Why Brazil fell behind
The root of the problem is structural. In countries like the United States, most of the grain is stored on the farm itself, in producer silos, who thus control when to sell. In Brazil, the historical logic was different: storage concentrated in a few points, dependence on cooperatives and trading companies, and little incentive for farmers to invest in their own silos. While production skyrocketed in the last two decades, warehouse construction moved too slowly to keep up.

Add to this the geography. Much of the production is in the Midwest, far from ports, and the lack of silos adds to the lack of railways, forming a perfect logistical storm. The grain needs to travel thousands of kilometers, almost always by truck, to reach the sea, and without warehouses along the way, it accumulates in bottlenecks. I wonder how much the country loses every year because of this poorly calculated account back then.
To understand the scale of the waste, it helps to compare with the technical ideal. The international recommendation is that a country should have the capacity to store at least 20% more than it produces, a safety margin to regulate the market and get through peak harvests. Brazil operates in the opposite direction, with capacity below its own harvest, which means that each record crop starts already in the red for storage, chasing losses from the first grain harvested.

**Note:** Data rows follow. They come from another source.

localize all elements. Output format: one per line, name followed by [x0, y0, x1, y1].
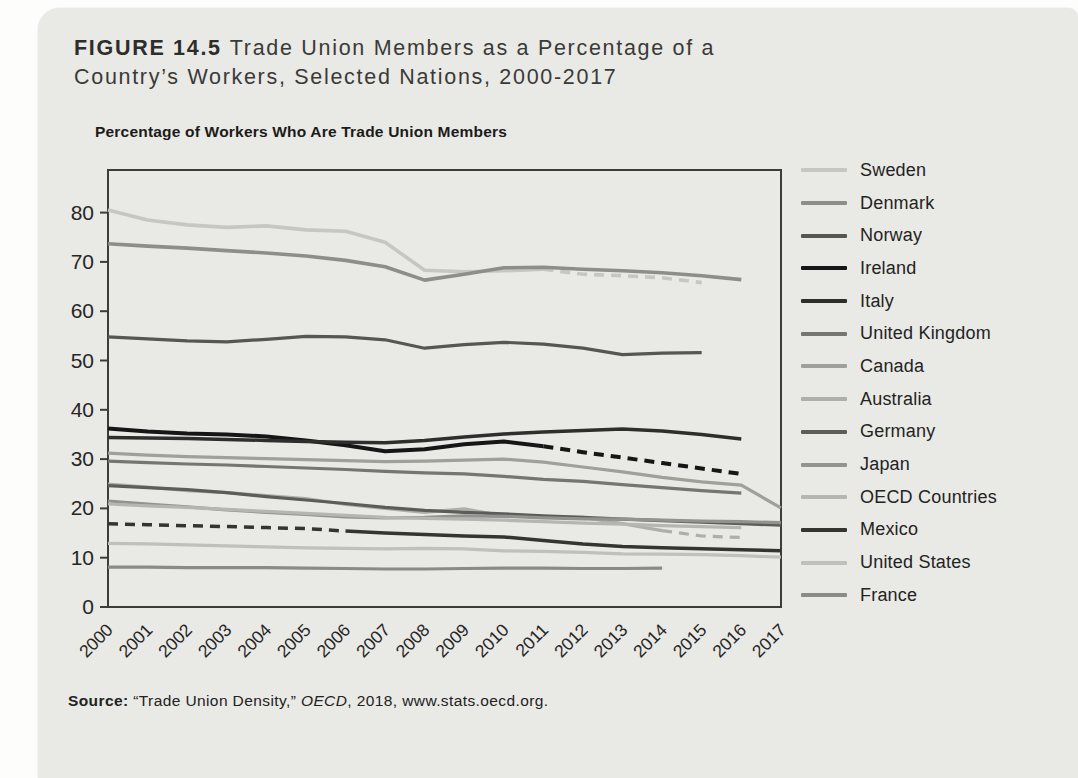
x-tick-label: 2000	[75, 620, 117, 662]
x-tick-label: 2011	[511, 620, 552, 661]
legend-swatch-norway	[801, 234, 847, 238]
legend-label: Japan	[860, 454, 910, 475]
legend-swatch-denmark	[801, 201, 847, 205]
legend-item-mexico: Mexico	[801, 514, 997, 547]
legend-label: OECD Countries	[860, 487, 997, 508]
legend-label: Ireland	[860, 258, 916, 279]
line-chart: 0102030405060708020002001200220032004200…	[60, 140, 800, 670]
legend-swatch-france	[801, 593, 847, 597]
y-tick-label: 0	[82, 595, 94, 618]
legend-label: United States	[860, 552, 971, 573]
x-tick-label: 2017	[748, 620, 790, 662]
legend-swatch-australia	[801, 397, 847, 401]
x-tick-label: 2012	[550, 620, 592, 662]
legend-item-germany: Germany	[801, 416, 997, 449]
series-line-norway	[108, 336, 702, 354]
figure-title-text-1: Trade Union Members as a Percentage of a	[230, 36, 715, 60]
x-tick-label: 2006	[313, 620, 355, 662]
legend-item-oecd-countries: OECD Countries	[801, 481, 997, 514]
x-tick-label: 2009	[431, 620, 473, 662]
figure-title: FIGURE 14.5Trade Union Members as a Perc…	[74, 34, 814, 92]
legend-label: United Kingdom	[860, 323, 991, 344]
x-tick-label: 2014	[629, 620, 671, 662]
legend-swatch-canada	[801, 364, 847, 368]
legend-swatch-italy	[801, 299, 847, 303]
figure-label: FIGURE 14.5	[74, 36, 222, 60]
legend-label: Norway	[860, 225, 922, 246]
legend-swatch-oecd-countries	[801, 495, 847, 499]
y-tick-label: 20	[71, 496, 94, 519]
legend-label: Germany	[860, 421, 935, 442]
source-prefix: Source:	[68, 692, 129, 709]
x-tick-label: 2003	[194, 620, 236, 662]
y-tick-label: 80	[71, 201, 94, 224]
legend-item-united-states: United States	[801, 546, 997, 579]
x-tick-label: 2015	[669, 620, 711, 662]
source-tail: , 2018, www.stats.oecd.org.	[347, 692, 548, 709]
x-tick-label: 2001	[115, 620, 157, 662]
legend-label: Canada	[860, 356, 924, 377]
legend-item-ireland: Ireland	[801, 252, 997, 285]
legend-item-denmark: Denmark	[801, 187, 997, 220]
legend-item-canada: Canada	[801, 350, 997, 383]
series-line-denmark	[108, 244, 741, 280]
legend-swatch-united-states	[801, 561, 847, 565]
figure-title-line2: Country’s Workers, Selected Nations, 200…	[74, 63, 814, 92]
figure-title-line1: FIGURE 14.5Trade Union Members as a Perc…	[74, 34, 814, 63]
y-tick-label: 70	[71, 250, 94, 273]
series-line-canada	[108, 453, 781, 508]
source-publisher: OECD	[301, 692, 347, 709]
x-tick-label: 2002	[154, 620, 196, 662]
legend-swatch-ireland	[801, 266, 847, 270]
y-tick-label: 50	[71, 349, 94, 372]
series-line-united-kingdom	[108, 461, 741, 493]
plot-border	[108, 170, 781, 607]
legend-label: Italy	[860, 291, 894, 312]
x-tick-label: 2010	[471, 620, 513, 662]
legend-item-norway: Norway	[801, 219, 997, 252]
legend-swatch-sweden	[801, 168, 847, 172]
x-tick-label: 2013	[590, 620, 632, 662]
y-tick-label: 40	[71, 398, 94, 421]
legend-label: France	[860, 585, 917, 606]
legend-label: Denmark	[860, 193, 934, 214]
legend-swatch-united-kingdom	[801, 332, 847, 336]
y-tick-label: 60	[71, 299, 94, 322]
x-tick-label: 2007	[352, 620, 394, 662]
series-line-mexico	[108, 524, 346, 531]
legend-swatch-germany	[801, 430, 847, 434]
legend-label: Sweden	[860, 160, 926, 181]
source-line: Source: “Trade Union Density,” OECD, 201…	[68, 692, 549, 710]
x-tick-label: 2008	[392, 620, 434, 662]
legend-item-france: France	[801, 579, 997, 612]
legend-item-australia: Australia	[801, 383, 997, 416]
legend-item-sweden: Sweden	[801, 154, 997, 187]
y-tick-label: 10	[71, 546, 94, 569]
legend-item-japan: Japan	[801, 448, 997, 481]
series-line-australia	[662, 531, 741, 538]
legend-item-united-kingdom: United Kingdom	[801, 317, 997, 350]
source-work: “Trade Union Density,”	[129, 692, 301, 709]
legend-label: Australia	[860, 389, 932, 410]
legend-swatch-japan	[801, 463, 847, 467]
series-line-united-states	[108, 543, 781, 557]
legend-label: Mexico	[860, 519, 918, 540]
chart-legend: SwedenDenmarkNorwayIrelandItalyUnited Ki…	[801, 154, 997, 612]
series-line-ireland	[543, 446, 741, 474]
legend-swatch-mexico	[801, 528, 847, 532]
chart-heading: Percentage of Workers Who Are Trade Unio…	[95, 123, 507, 141]
x-tick-label: 2005	[273, 620, 315, 662]
x-tick-label: 2004	[233, 620, 275, 662]
legend-item-italy: Italy	[801, 285, 997, 318]
x-tick-label: 2016	[708, 620, 750, 662]
series-line-france	[108, 567, 662, 569]
series-line-sweden	[108, 210, 543, 272]
y-tick-label: 30	[71, 447, 94, 470]
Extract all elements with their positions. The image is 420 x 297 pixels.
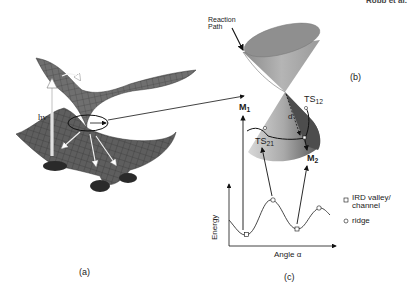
upper-cone [241, 16, 324, 92]
reaction-path-arrow [232, 28, 243, 50]
x-axis-label: Angle α [274, 251, 301, 259]
y-axis-label: Energy [211, 215, 219, 240]
running-head: Robb et al. [366, 0, 407, 5]
legend-circle-icon [344, 219, 348, 223]
m1-main: M [239, 102, 247, 112]
hv-label: hv [38, 113, 47, 122]
legend-ridge: ridge [352, 217, 370, 225]
m1-label: M1 [239, 103, 250, 114]
ts21-main: TS [255, 136, 267, 146]
panel-b-label: (b) [350, 73, 361, 82]
ts21-sub: 21 [267, 140, 275, 147]
m1-sub: 1 [247, 106, 251, 113]
panel-c-label: (c) [284, 273, 295, 282]
m2-main: M [307, 153, 315, 163]
figure-graphics [0, 0, 420, 297]
legend-valley: IRD valley/ channel [352, 194, 391, 211]
reaction-path-line1: Reaction [208, 16, 236, 23]
m2-label: M2 [307, 154, 318, 165]
reaction-path-line2: Path [208, 23, 236, 30]
d-label: d [288, 113, 292, 121]
reaction-path-label: Reaction Path [208, 16, 236, 31]
legend-square-icon [344, 198, 348, 202]
ts12-main: TS [304, 94, 316, 104]
energy-curve [229, 200, 330, 235]
m2-sub: 2 [315, 157, 319, 164]
ts12-label: TS12 [304, 95, 323, 106]
legend-valley-line2: channel [352, 202, 391, 210]
panel-a-label: (a) [79, 268, 90, 277]
ts12-sub: 12 [316, 98, 324, 105]
ts21-label: TS21 [255, 137, 274, 148]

This deficit also takes away a powerful weapon from the producer: the power to wait. Those who have their own silo store the sack and sell when the price rises, weeks or months after the harvest; those who don’t are forced to dispatch everything at once, at a time when the excess supply lowers the value. It’s the difference between selling on your time and selling on the buyer’s time, and this difference, multiplied by millions of tons, becomes a billion-dollar transfer of income outside the farm gate.
The race to fill the gap
The good news is that the problem has finally entered the agenda. There are specific credit lines for producers to build on-farm silos, programs to expand storage, and growing investor interest in terminals and warehouses, precisely because the bottleneck has become a business opportunity. Each new silo is one less piece of the harvest lost and a bit more bargaining power in the hands of those who plant.
Solving this is strategic for the entire country, not just for the farmer. Agribusiness accounts for a huge share of Brazilian exports and helps sustain the trade balance, and each ton lost due to lack of silos is income that evaporates before reaching the market. Turning a production record into a revenue record necessarily involves having a safe place to store the harvest that the field delivers.

The message of the record harvest is, deep down, a warning. Producing, Brazil has already learned, and does it better than almost everyone. The challenge now is to stop wasting part of this abundance due to lack of structure, transforming the agricultural giant also into a logistics giant. Without this, every record comes with an embedded asterisk of loss.
Does it make sense for Brazil to break a harvest record without having a place to store a third of the crop?